LongIsland.com

Overhauling Our System of Education

Written by fatherfrank  |  18. February 2010

Have our schools become wastelands of human potential and has our teaching profession become a group of unskilled educated babysitters? Many parents, fellow educators, and even students would say yes! That is a very sad commentary on our American educational system.
For most of us, our schools have become the center and power structure within many of our small communities. In our culture, our teachers probably spend more time with our children than most of our parents.
Most of the young people I know love going to school but don t love going to class. School is probably the only place that many at risk students and other students for that matter feel loved and accepted. For some people, their teachers are the only adults with which they feel a positive life-giving connection.
Unfortunately, as our culture has radically changed and our society has been transformed for better or for worse, by modern technology, our schools have been stuck in a factory model of the industrial age. As the late Albert Shanker, former president of the American Federation of Teachers pointed out, our students are in classrooms that look like classrooms did a century ago.
Teachers promotion and salary policies are based on equally outdated conceptions of K-12 education. In the factory model of education, teachers are too often treated like interchangeable parts, who keep the school assembly-line moving.
Educational reform is long overdue. Every president from John Kennedy to President Obama has advocated for educational reform. Each administration has provided cosmetic change for a system that has been severely broken for more than three decades. Time will tell what President Obama will be able to achieve.
Our present system of education is in need of radical surgery. The way we train future teachers needs a major overhaul. How we evaluate and promote teachers needs to go back to ground zero. School boards should stop tinkering with academic systems. Their meddling only fuels the dysfunction.
Superintendents need to be visionaries with the courage to address the real issues that challenge both our students and our teachers. They need to create learning environments that empower every student to succeed and reach his or her full potential, intellectually, emotionally and humanly. We must stop setting our students and our teachers for that matter up for failure.
Teaching should be one of the nation s most revered professions. An excellent teacher should be worth his/her weight in gold. They should be well compensated, justly evaluated and be given ongoing superior professional development opportunities so that they can continue to educate our children with superior quality and extraordinary competence.
Yet, teachers today are not given the respect they deserve. Our profession is not treated as a profession on par with other highly skilled professionals. Why? Some of that answer is due to our own lack of professional development, poorly monitored tenure and lack of educational accountability.
However, the major reason is that our system of education is broken beyond repair. It needs a total overhaul from the basement up. The curriculum in every major discipline needs more than fine-tuning.

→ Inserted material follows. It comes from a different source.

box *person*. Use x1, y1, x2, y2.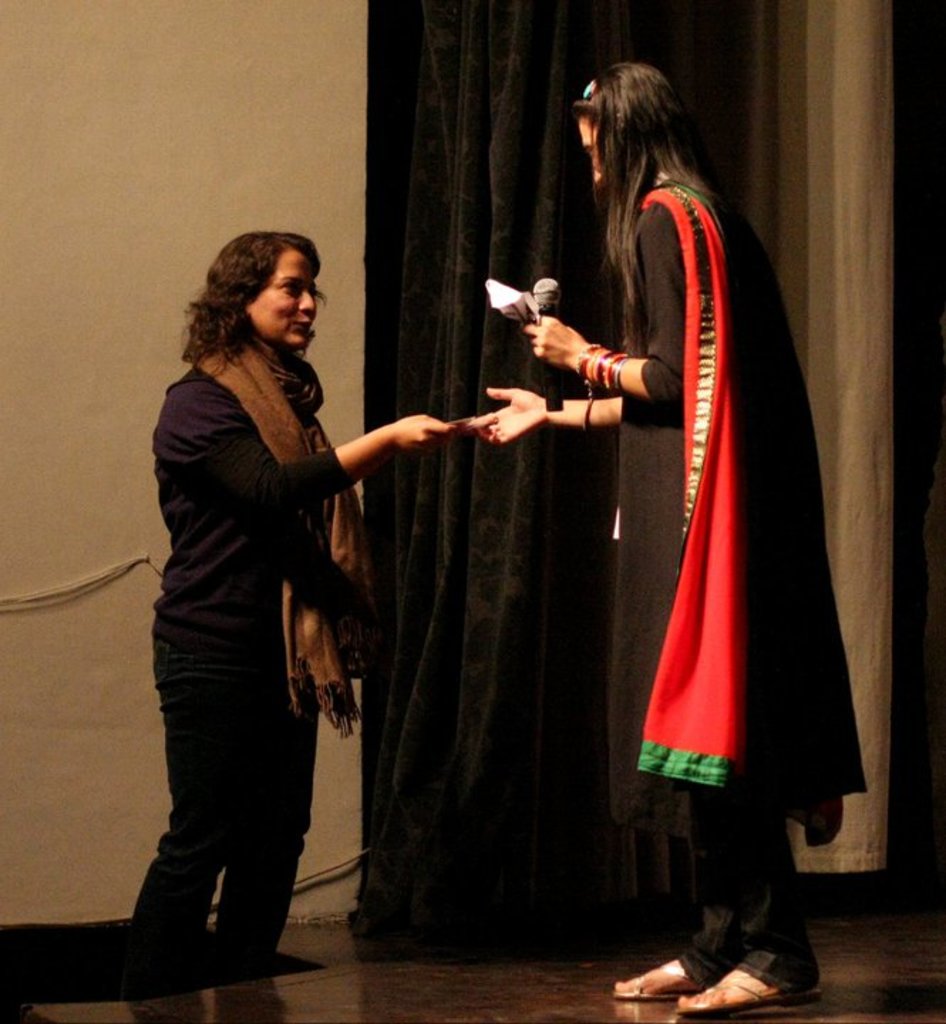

It is totally out of step with the student of today. We must face that the student of today is radically different than the student starting out in our system 30 years ago.

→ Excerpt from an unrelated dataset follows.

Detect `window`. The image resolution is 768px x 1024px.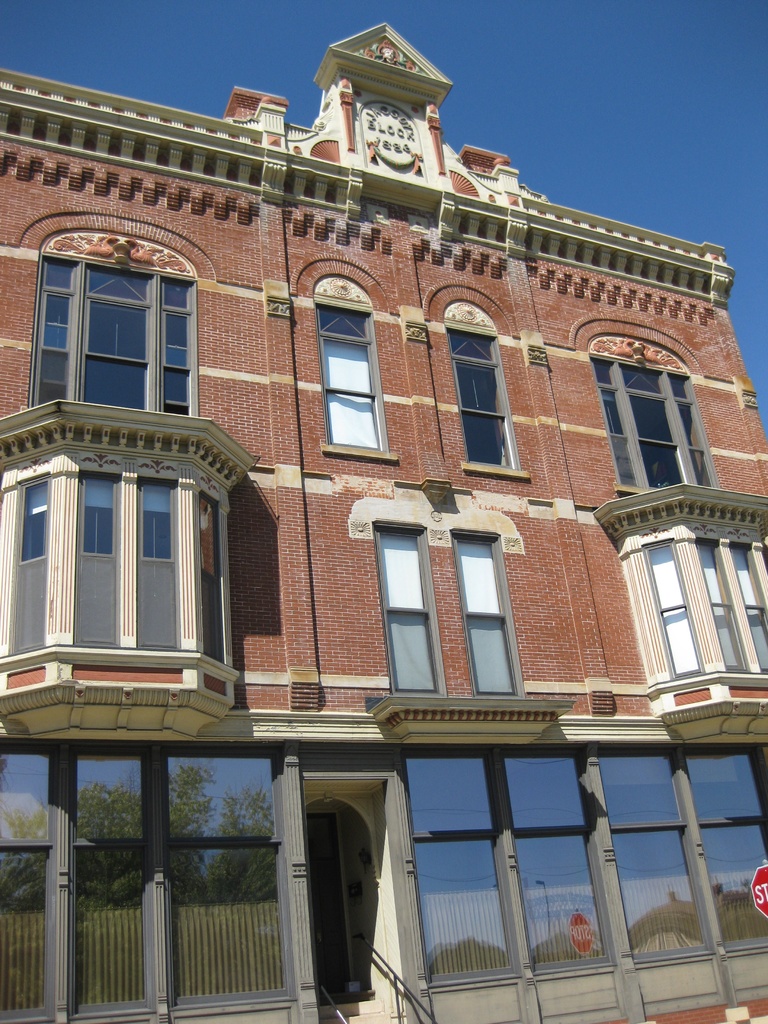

Our classrooms are genuinely a melting pot of every race, ethnicity, creed, language, economic group, religion and sexual orientation. One reading program no longer fits all. New approaches to written language, science, math and reading must begin now!
Teachers must be trained differently to work with diverse students from every socioeconomic background. New teachers need to be mentored by the best that we have, with the best practices that work with every kind of student.

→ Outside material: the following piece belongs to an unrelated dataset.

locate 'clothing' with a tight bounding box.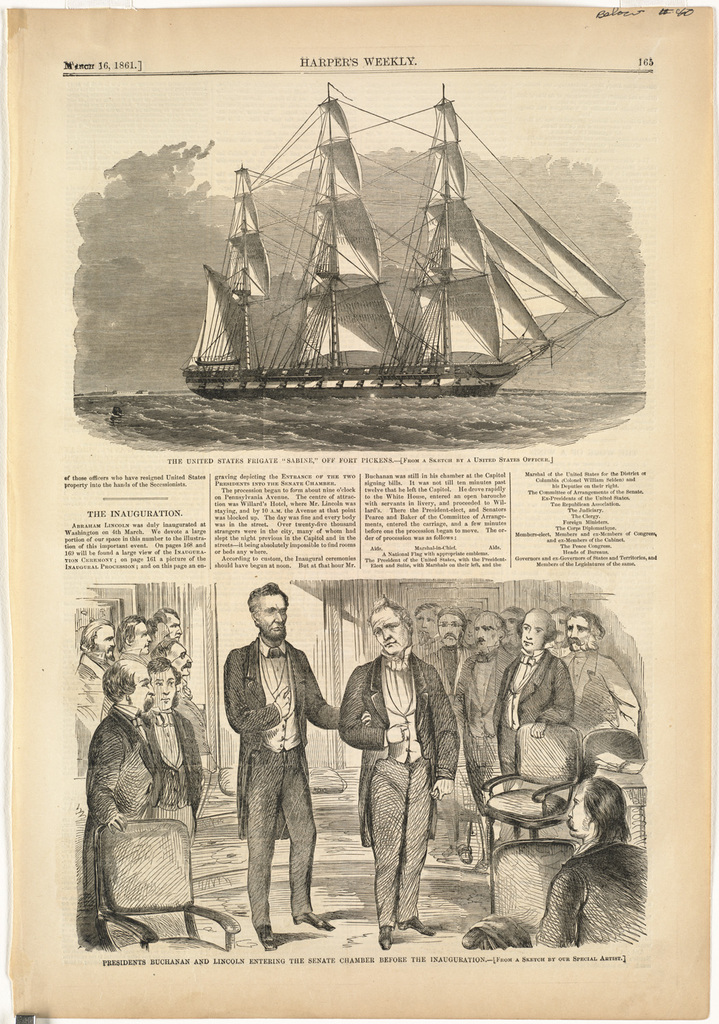
[left=494, top=649, right=574, bottom=775].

The way we evaluate an effective teacher/administrator, must be connected to academic success in our local school districts. If more than 95% of the district s teachers are rated as good and/or superior, where chronically students are underperforming year after year, there s something radically wrong with that system.
The reality of life is that we have to live with the effects of bad teachers and ineffective administrators at every level. But we should not get stuck there. We need to change how we do the business of education.
Our schools have to be safe, healthy places to learn and to work. Students need to be affirmed and encouraged not consistently demeaned and put down. In order to teach, teachers also need to be affirmed, respected and encouraged by their administrators and parents!
Discipline is not a dirty word. Schools must reclaim a healthy approach to discipline, one that supports a life giving environment. Out-of-control students need to be dealt with effectively. Out of school suspension is not the answer. In many ways, it only fuels the problem. It just moves the conflict, temporarily off campus.
Schools must more effectively address the growing number of students who are experimenting with illegal drugs and the illegal use of alcohol, both on and off campus. A significant number of high school students are going into residential treatment centers to deal with their potential addictions. When they return home, they come back to the very environments that precipitated their out-of-control use of illegal drugs and their illegal use of alcohol. For some students battling addiction, their school campus is where it all began.
What can we do differently to keep our school campuses drug and alcohol free? What can we do more effectively to support our students in their early recovery as they return to campus? We must address these concerns or lose some tremendous potential for the future.
Too many of our students are becoming victims of our broken system. How many more have to graduate as functional illiterates before we say enough? I have had the privilege of teaching in our public educational system on the college level for more than 29 years. I am a member in good standing of the NYSUT and its national affiliates. I have seen firsthand what talented competent educators can do with students, with varying abilities. I ve also seen the creative genius of some school administrators who think outside the broken box.
It is time to transform our wasteland of human potential into an oasis of untapped potential and possibility!